We were right at the back of the stage, in itself an area about the size of four tennis courts. Technicians, sound men, lighting men, stage managers, and promoters, all with their laminates flapping as they ran, were milling around frantically. People were marking out lines on the floor with duct tape. There were men swinging from lighting rigs; men popping up from trapdoors in the stage like rabbits from a magician’s hat; men tapping microphones and fuzzily intoning “Testing, testing, one-two-three”; men screwing together drum kits and tuning up guitars. One minute thumbs-up signs were being proffered; the next, obscenities were ringing out. Everyone, without exception, was sweating like Nixon. The first band of the six on the day’s bill was about to come onstage.

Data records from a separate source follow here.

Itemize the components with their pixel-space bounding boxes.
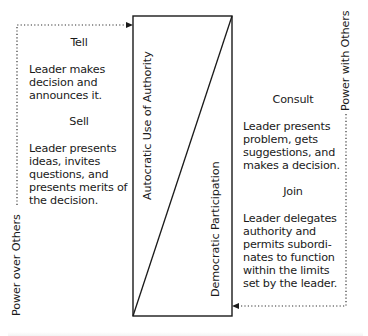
sell-heading: Sell xyxy=(29,115,129,128)
right-column: Consult Leader presents problem, gets su… xyxy=(243,93,343,303)
power-over-others-label: Power over Others xyxy=(10,214,23,316)
join-heading: Join xyxy=(243,185,343,198)
tell-heading: Tell xyxy=(29,36,129,49)
democratic-label: Democratic Participation xyxy=(209,162,222,298)
arrowhead-left-icon xyxy=(232,303,239,309)
tell-description: Leader makes decision and announces it. xyxy=(29,63,129,102)
consult-heading: Consult xyxy=(243,93,343,106)
left-column: Tell Leader makes decision and announces… xyxy=(29,36,129,220)
join-description: Leader delegates authority and permits s… xyxy=(243,212,343,290)
arrowhead-right-icon xyxy=(126,22,133,28)
autocratic-label: Autocratic Use of Authority xyxy=(141,51,154,200)
consult-description: Leader presents problem, gets suggestion… xyxy=(243,120,343,172)
sell-description: Leader presents ideas, invites questions… xyxy=(29,142,129,207)
cropped-caption xyxy=(8,332,363,336)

“I feel as if I’ve just walked into a beehive,” said Sam, staring at all the activity before her. “I’m certainly sticky enough.” She fanned the neck of her shirt and wiped her forehead. Then she looked more serious. “How can you stand the thought that there will be seventy
thousand
pairs of eyes looking at you this evening?”

I wished she hadn’t asked. This was almost twice the size of any gig we’d ever played before, and up to this point I had chosen not to consider this bowel-loosening statistic. The whole daylong show was also being broadcast live to the nation on Radio One, but I didn’t remind Sam of this.